Call us — 0141 404 0294
Mon–Fri · 9am–5:30pm · No fix, no fee
Start a free diagnostic →
Device · laptops & PCs

Laptop recovery, read from the screen.

When a computer fails, the screen is the witness statement. A completely black screen, a logo that loops forever, a blue screen with a sad face, a machine that’s alive but grinding — each points at a different culprit, and only some of them are the drive at all. The good news hiding in all four: the data almost always outlives the computer.

25 years’ experience
In-house, never outsourced
No recovery, no fee · most jobs
// the witness

Four screens, four suspects.

Nothing at all points at power or the motherboard — the drive is usually a bystander, removed and read directly. A logo loop means the machine finds the drive but Windows or macOS can’t finish waking: often corruption, sometimes a drive failing right at the sectors the operating system lives on. A blue screen is the OS catching a fault mid-flight — drive health is the first thing we test. Alive but grinding or freezing is the drive telling you directly, and it deserves an immediate shutdown.

The triage matters because the wrong assumption drives the wrong fix — and the classic wrong fix is the one below.

// the reinstall reflex

The repair that deletes the evidence.

Somewhere between the boot loop and the panic, somebody always suggests reinstalling Windows. It works, in the sense that the machine boots again — and it overwrites the exact regions of the drive where your documents, desktop and photo folders lived. Reinstall-then-regret is one of the most common jobs we see from Glasgow’s computer shops, and it turns clean recoveries into partial ones.

If the files matter more than the machine, recover first and reinstall second. It is genuinely that simple, and nobody says it loudly enough.

// spills and slabs

Coffee, drops, and soldered storage.

Liquid takes the keyboard and board first; the drive usually survives if the machine is powered off fast and never “tested” while damp. Drops depend on whether a spinning drive was spinning — SSDs shrug at falls; hard drives do not. And the newest complication: thin laptops with storage soldered straight to the motherboard, where the recovery is board-level work on the machine itself. One practical rule before anything travels: we work on the drive, not the chassis. Take the drive out — or let any local computer shop pop it out in minutes — and send the drive itself.

If the machine stops at “no bootable device found”, the guide on what that message actually means shows you how to tell a boot-order setting from a dead disk in sixty seconds — before any repair tool writes to it.

// the number

The number, before any work.

A single drive — internal, external, laptop or desktop — is a fixed £300 + VAT, whatever the fault turns out to be. Chip-level exceptions are rare and always quoted in writing first. Every job starts with a free diagnostic and ends the same way it was quoted: the figure goes in writing before a single sector is read, and on most jobs there is nothing to pay unless your data comes back. No hourly meter, no surprise “evaluation fee”, no percentage of what the files are worth.

// questions

Questions we hear every week.

Almost certainly — a machine that won’t power is usually a dead board or charger circuit, not dead storage. The drive comes out and is imaged directly; on soldered-storage models we work at board level to reach the chips. A dead laptop with living data is the most common job in this trade.

Power off hard — hold the button, unplug, remove the battery if it’s removable — and do not turn it on to check. Liquid plus electricity is what kills boards; time without power is what saves them. Get it to us damp rather than “dried and tested”; we’ll take it from there.

Not everything — a reinstall overwrites some regions and spares others, so the honest answer is “partial, and we’ll tell you which part”. Stop using the machine immediately: every boot writes more. The free assessment maps exactly what survived before you commit to anything.

Yes — towers, all-in-ones, minis and home-builds, with any mix of NVMe, SATA SSDs and hard drives inside. Send the drives themselves, labelled if there’s more than one; if you’re not sure which holds what, a local shop can pull the set in one visit — label them by bay and post the lot.

// getting it here

Getting it to Glasgow.

Two honest routes, no vans. Hand the device in at Tay House, 300 Bath Street — right at Charing Cross, two minutes off the M8 — Monday to Friday, 9am–5:30pm. Or wrap it well and send it by insured, tracked post from Paisley, Ayrshire, the Highlands or anywhere else in the UK. Either way the work is done in-house by our own engineers, with a documented chain of custody, and your data never leaves the UK.

And the golden shipping rule: the drive travels, the computer stays home. Remove it — or have any local shop do it in minutes — label it if there’s more than one, and send the drives themselves.

// ready

Black screen, boot loop, or blue? The files are likely fine.

Stop the restart cycle, skip the reinstall, and let the free diagnostic name the real culprit. Laptop data recovery in Glasgow — over the counter at Tay House or by insured post, machine or bare drive alike.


◆ **WHAT YOU SHOULD DO**
Please find every line of the listing below where "pixels" occurs and copy it.

BEGIN RECORDS TO USE

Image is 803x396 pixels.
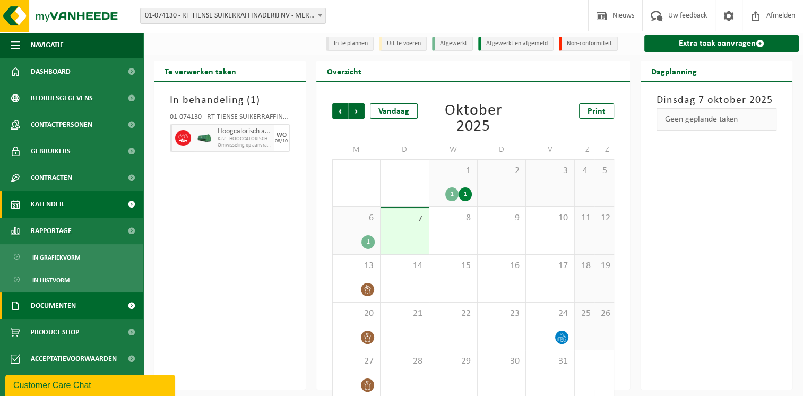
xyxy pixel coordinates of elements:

END RECORDS TO USE
BEGIN RECORDS TO USE

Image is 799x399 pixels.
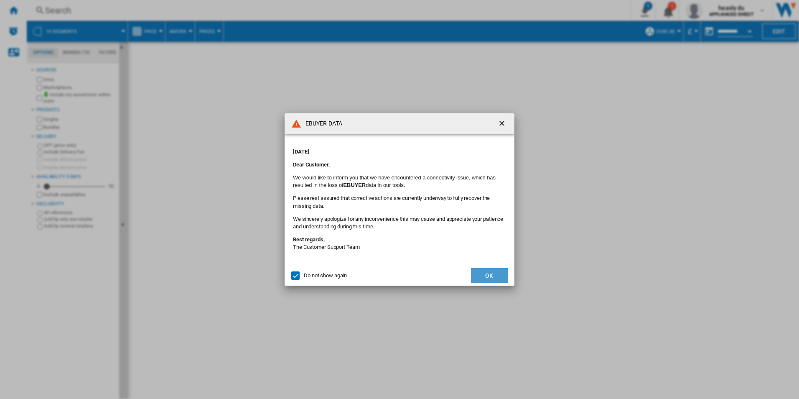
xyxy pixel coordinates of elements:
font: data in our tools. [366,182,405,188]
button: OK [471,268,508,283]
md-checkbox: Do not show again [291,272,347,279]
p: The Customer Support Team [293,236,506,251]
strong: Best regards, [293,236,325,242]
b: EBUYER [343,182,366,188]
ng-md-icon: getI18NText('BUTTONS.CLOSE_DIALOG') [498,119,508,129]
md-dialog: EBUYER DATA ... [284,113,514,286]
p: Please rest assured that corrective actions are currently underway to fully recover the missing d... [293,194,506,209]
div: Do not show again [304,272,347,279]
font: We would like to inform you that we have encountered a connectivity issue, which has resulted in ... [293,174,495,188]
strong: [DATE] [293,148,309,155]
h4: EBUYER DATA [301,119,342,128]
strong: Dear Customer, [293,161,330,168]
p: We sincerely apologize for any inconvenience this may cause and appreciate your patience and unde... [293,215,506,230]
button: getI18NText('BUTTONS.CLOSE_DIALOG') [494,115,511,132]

END RECORDS TO USE

◆ **PROBLEM SOLUTION**
Image is 803x396 pixels.
Image is 799x399 pixels.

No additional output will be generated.